Collab

Other eyes. Same manuscript. Not twelve Docs links.

Beta readers and coauthors should not require a ZIP of chapters. Invite them into the book with a seat and a role. Keep the binder as the source of truth.

The mess

Feedback dies in email threads

You export a DOCX. They comment in a fork. You merge by hand at midnight. That is not collab. That is archaeology.

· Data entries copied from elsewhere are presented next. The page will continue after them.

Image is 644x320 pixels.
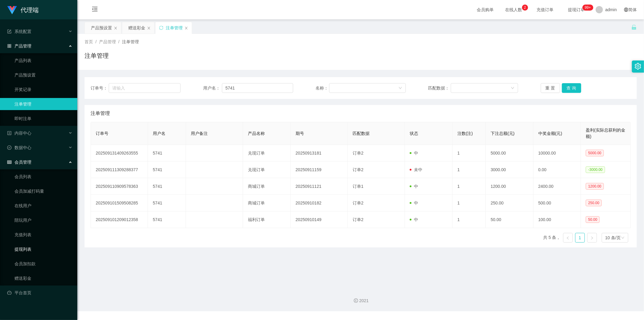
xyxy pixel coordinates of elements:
[15,171,72,182] a: 会员列表
[562,83,581,93] button: 查 询
[148,162,186,178] td: 5741
[15,98,72,110] a: 注单管理
[91,110,110,117] span: 注单管理
[635,63,642,69] i: 图标: setting
[15,185,72,197] a: 会员加减打码量
[410,200,418,205] span: 中
[453,195,486,211] td: 1
[85,39,93,44] span: 首页
[148,211,186,228] td: 5741
[428,85,451,92] span: 匹配数据：
[185,26,188,30] i: 图标: close
[7,29,12,34] i: 图标: form
[486,178,534,195] td: 1200.00
[453,162,486,178] td: 1
[7,131,12,135] i: 图标: profile
[7,131,31,136] span: 内容中心
[534,195,581,211] td: 500.00
[524,4,526,10] p: 2
[534,178,581,195] td: 2400.00
[486,162,534,178] td: 3000.00
[91,211,148,228] td: 202509101209012358
[534,211,581,228] td: 100.00
[148,178,186,195] td: 5741
[605,233,621,242] div: 10 条/页
[486,145,534,162] td: 5000.00
[20,0,39,20] h1: 代理端
[631,25,637,30] i: 图标: unlock
[522,4,528,10] sup: 2
[534,145,581,162] td: 10000.00
[291,195,348,211] td: 20250910182
[203,85,222,92] span: 用户名：
[99,39,116,44] span: 产品管理
[7,7,39,12] a: 代理端
[15,200,72,212] a: 在线用户
[453,211,486,228] td: 1
[296,131,304,136] span: 期号
[91,145,148,162] td: 202509131409263555
[586,216,600,223] span: 50.00
[91,195,148,211] td: 202509101509508285
[96,131,109,136] span: 订单号
[543,233,561,243] li: 共 5 条，
[7,6,17,15] img: logo.9652507e.png
[91,22,112,34] div: 产品预设置
[85,51,109,60] h1: 注单管理
[248,131,265,136] span: 产品名称
[7,29,31,34] span: 系统配置
[458,131,473,136] span: 注数(注)
[453,145,486,162] td: 1
[586,183,604,190] span: 1200.00
[243,195,291,211] td: 商城订单
[353,150,364,155] span: 订单2
[566,236,570,240] i: 图标: left
[7,160,31,165] span: 会员管理
[159,26,163,30] i: 图标: sync
[7,160,12,164] i: 图标: table
[502,7,525,12] span: 在线人数
[147,26,151,30] i: 图标: close
[586,166,605,173] span: -3000.00
[96,39,97,44] span: /
[410,184,418,189] span: 中
[353,131,370,136] span: 匹配数据
[410,150,418,155] span: 中
[7,146,12,150] i: 图标: check-circle-o
[486,195,534,211] td: 250.00
[410,131,418,136] span: 状态
[315,85,329,92] span: 名称：
[511,86,515,90] i: 图标: down
[353,217,364,222] span: 订单2
[15,272,72,284] a: 赠送彩金
[590,236,594,240] i: 图标: right
[453,178,486,195] td: 1
[109,83,180,93] input: 请输入
[353,167,364,172] span: 订单2
[575,233,585,243] li: 1
[399,86,402,90] i: 图标: down
[15,112,72,125] a: 即时注单
[621,236,624,240] i: 图标: down
[586,128,625,139] span: 盈利(实际总获利的金额)
[534,7,556,12] span: 充值订单
[7,44,31,49] span: 产品管理
[583,4,593,10] sup: 1223
[91,178,148,195] td: 202509110909578363
[122,39,139,44] span: 注单管理
[410,167,423,172] span: 未中
[243,178,291,195] td: 商城订单
[563,233,573,243] li: 上一页
[586,150,604,156] span: 5000.00
[15,55,72,66] a: 产品列表
[243,211,291,228] td: 福利订单
[410,217,418,222] span: 中
[128,22,145,34] div: 赠送彩金
[7,44,12,48] i: 图标: appstore-o
[82,297,639,304] div: 2021
[291,178,348,195] td: 20250911121
[587,233,597,243] li: 下一页
[91,162,148,178] td: 202509111309288377
[118,39,120,44] span: /
[222,83,293,93] input: 请输入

  • Version soup across email
  • No clear roles (reader vs editor vs coauthor)
  • Fear of giving full edit access too early
  • Series betas without a clean seat model

What you get

Seats on the desk

Invite people into the workspace. Keep chapters in one place. Feedback lands where the book lives.

  • Invites and roles
  • Shared manuscript home
  • Pro for collab depth
  • You still own the book

How

Do this in order

Not a feature tour. The actual path.

  1. 1

    Know what you want from them

    Beta read? Line edit? Coauthor? Role clarity before the invite saves a friendship.

  2. 2

    Send the invite from the workspace

    Use invites under the workspace or book settings. Email or link. Assign the lightest role that still works.

  3. 3

    Point them at the chapters that matter

    Do not dump an unfinished 90k with no note. Tell them where to start and what kind of feedback you want.

  4. 4

    Merge decisions yourself

    You are still editor-in-chief. Accept feedback into the draft on purpose. Reject the rest without guilt.

Questions

Straight answers

Is collab on Free?

Solo drafting is Free. Invite workflows and series collab depth sit on Typewriter Pro. Check Pricing for the current seat rules.

Can invitees use CoAuthor on my book?

CoAuthor is a separate product with its own plans. Treat AI access as intentional, not automatic, for guests.

Invite people. Keep one master file.

Seats on the desk beat version soup in email.